Stop the new Monroe Doctrine!

Trump’s provocation off the coast of Venezuela is a modern-day expression of a policy first formulated in 1823 called the Monroe Doctrine. While it was framed as opposition to European meddling in the western hemisphere, especially after the addition of the “Roosevelt Corollary” in 1904 the doctrine was used as a license by the U.S. government to carry out military intervention anywhere in Latin America whenever the interests of Wall Street were threatened. This policy defines the Trump administration’s approach to relations with Latin America, and Venezuela is not the only target. 

Since Trump took office, there have repeatedly been leaks to the media about a debate inside the administration over whether or not to conduct drone strikes and special forces raids in Mexico on the pretext of targeting drug trafficking organizations. Actually addressing the drug crisis requires cooperation among nations, not invasions.
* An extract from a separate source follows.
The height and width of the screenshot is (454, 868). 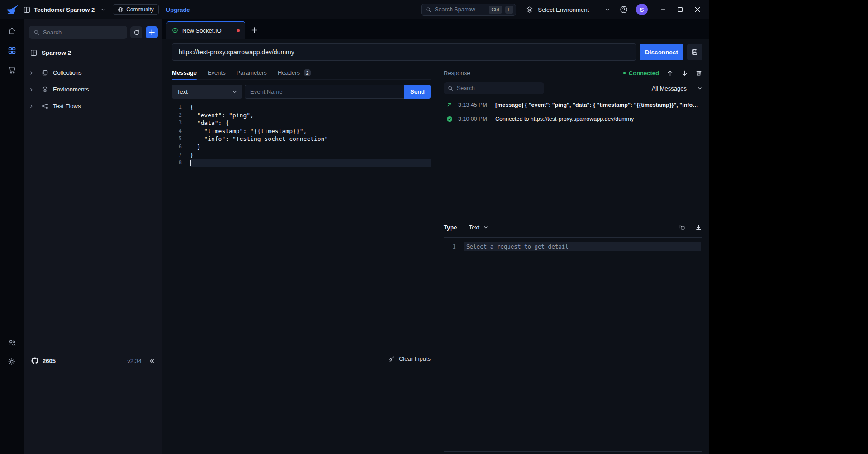 What do you see at coordinates (67, 106) in the screenshot?
I see `sidebar-item-label: Test Flows` at bounding box center [67, 106].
The Mexican government has consistently favored this type of cooperation, but firmly opposes any unilateral military action against its territory – as any independent country would.  

The threat of these strikes in Mexico, and the troop buildup in the Caribbean, are really about asserting the supposed right of the Pentagon to bomb and kill people wherever and whenever they choose. If Trump actually wanted to combat drug trafficking, he could start by arresting executives at the big pharmaceutical companies that started the opioid crisis, like the Sackler family.

The U.S. troop deployment in the Caribbean also menaces Cuba. The Trump administration has escalated economic warfare against the island to new heights of cruelty, causing widespread suffering among the people to punish them for daring to construct a socialist alternative. The stepped-up military presence near Cuba adds to the pressure that the managers of U.S. empire hope will cause a political crisis inside the country. 

The billionaire class and their enforcers in the Pentagon high command want to control Latin America in order to loot its natural resources, exploit the people and dominate their markets. Venezuela’s massive oil reserves, which have been publicly owned and used for the benefit of the people since the beginning of the country’s socialist revolution, are an especially coveted prize. Working class young people should not be sent to kill and die for the profits of corporations like Exxon, and our tax dollars should not be wasted on a military machine used to bully and blackmail other countries.